When asked what he's learned about love from producing and listening to love stories all these years, Glass at first says "nothing," with a laugh. "Though there is one story that's stuck with me in a particular way: the time we visited Dr. John Gottman. He's a therapist who's researched extramarital affairs, and he says that every couple has certain things they fight about. He videotapes these couples fighting, and he studied their responses and the way they fight with each other, and things like the looks on their faces and whether they get sarcastic. He devised sort of a totem pole-type scale. Now he can tell by watching 15 seconds of videotape whether that couple will be together in 15 years.

"So sometimes when I'm fighting with my spouse, I notice the things that we're doing that would go over either badly or well on Gottman's scale."

But even though his stories today adorn the largest search page in the world, Glass is an admitted and proud internet non-savant. He doesn't do Facebook, and while the @iraglass Twitter account boasts over 46,000 followers, it lacks even a single tweet (instead, it directs readers to follow the This American Life account). "I'm busy," Glass says. "I feel like I don't need social media. Life is simple. I have the people I work with, my wife, my dog, my family. I fear the thing of getting really obsessive with Facebook and getting lost in it. I haven't done it not because it doesn't seem interesting and not because I don't think I would get something from it, but I do feel like I wouldn't have the ability to control myself. I have friends who are on Twitter all the time. If I were on Twitter, I wouldn't have time to do anything else. That would become my life."

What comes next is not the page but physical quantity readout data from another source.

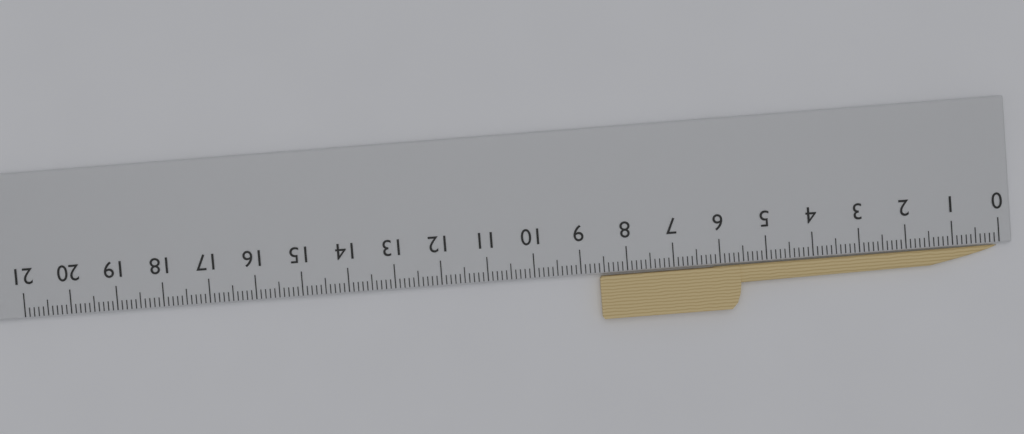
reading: 8.6 cm
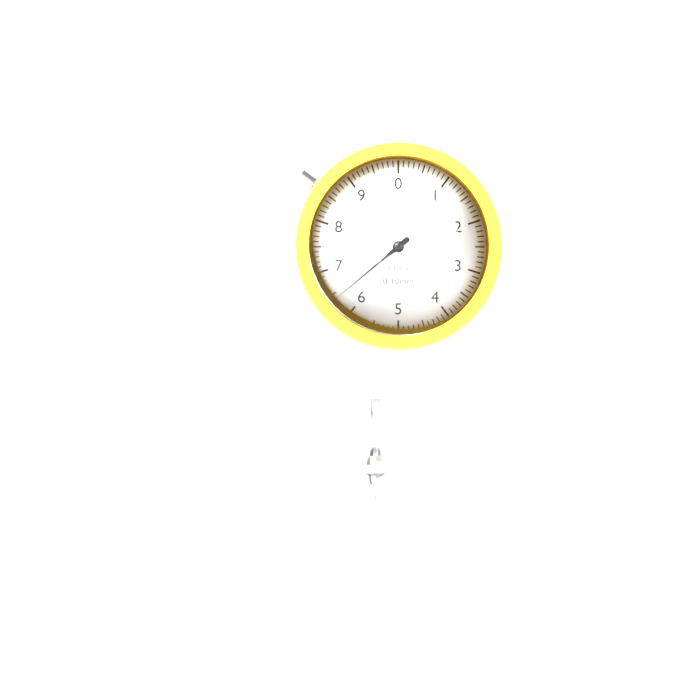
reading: 6.4 mm
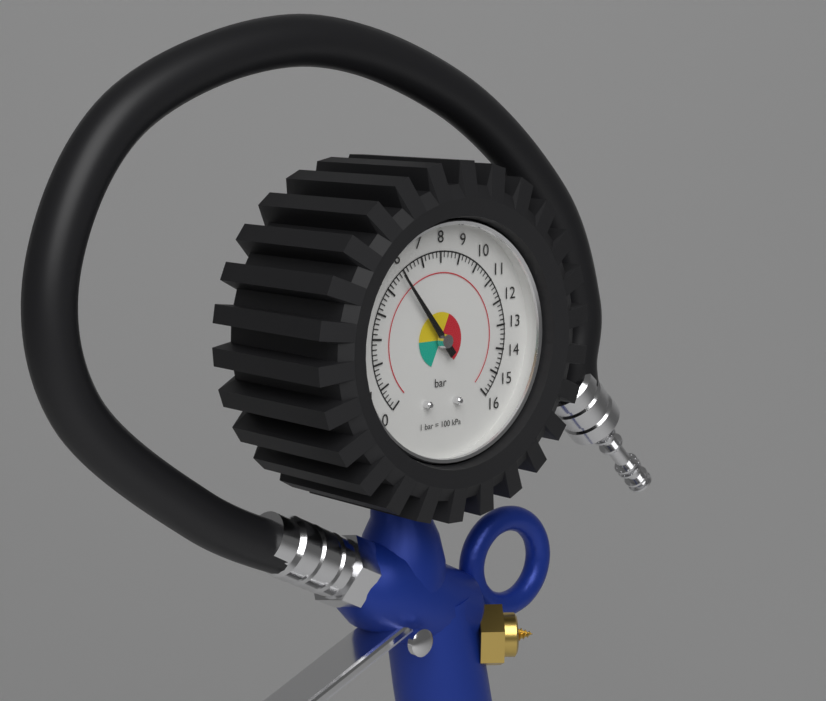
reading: 5.8 bar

The internet might not be a best friend to Glass, but Google's collaboration is most certainly boosting his show's profile. This American Life has been on air for almost 15 years and has made previous forays into television — on Showtime back in 2007 — but today's Doodle might be the public radio program's biggest exposure yet. To capitalize on it, the TAL homepage currently boasts a similar-looking illustration of a candy box, where each chocolate clicked plays an additional love story from the archives.

"You think about how you can distribute your work, and OK, we're on the radio and we have about 2 million listeners there, and then a million people download as a podcast," Glass says. "Then if you get on network television, you can do millions more than that. Then you could do the Super Bowl and reach tens of millions. But THEN there's the Google homepage. It's the biggest thing you could ever present a story on. This is the biggest thing we will ever do. It's all downhill from here."

Will he be celebrating tonight? As for his own Valentine's Day plans, well, Glass and his wife haven't officially cemented any.

"Friday's a show day for me, and my wife is working, editing the website she runs [Tavi Gevinson's Rookie.com] so she's constantly on deadline," he says. "So we have yet to work that out."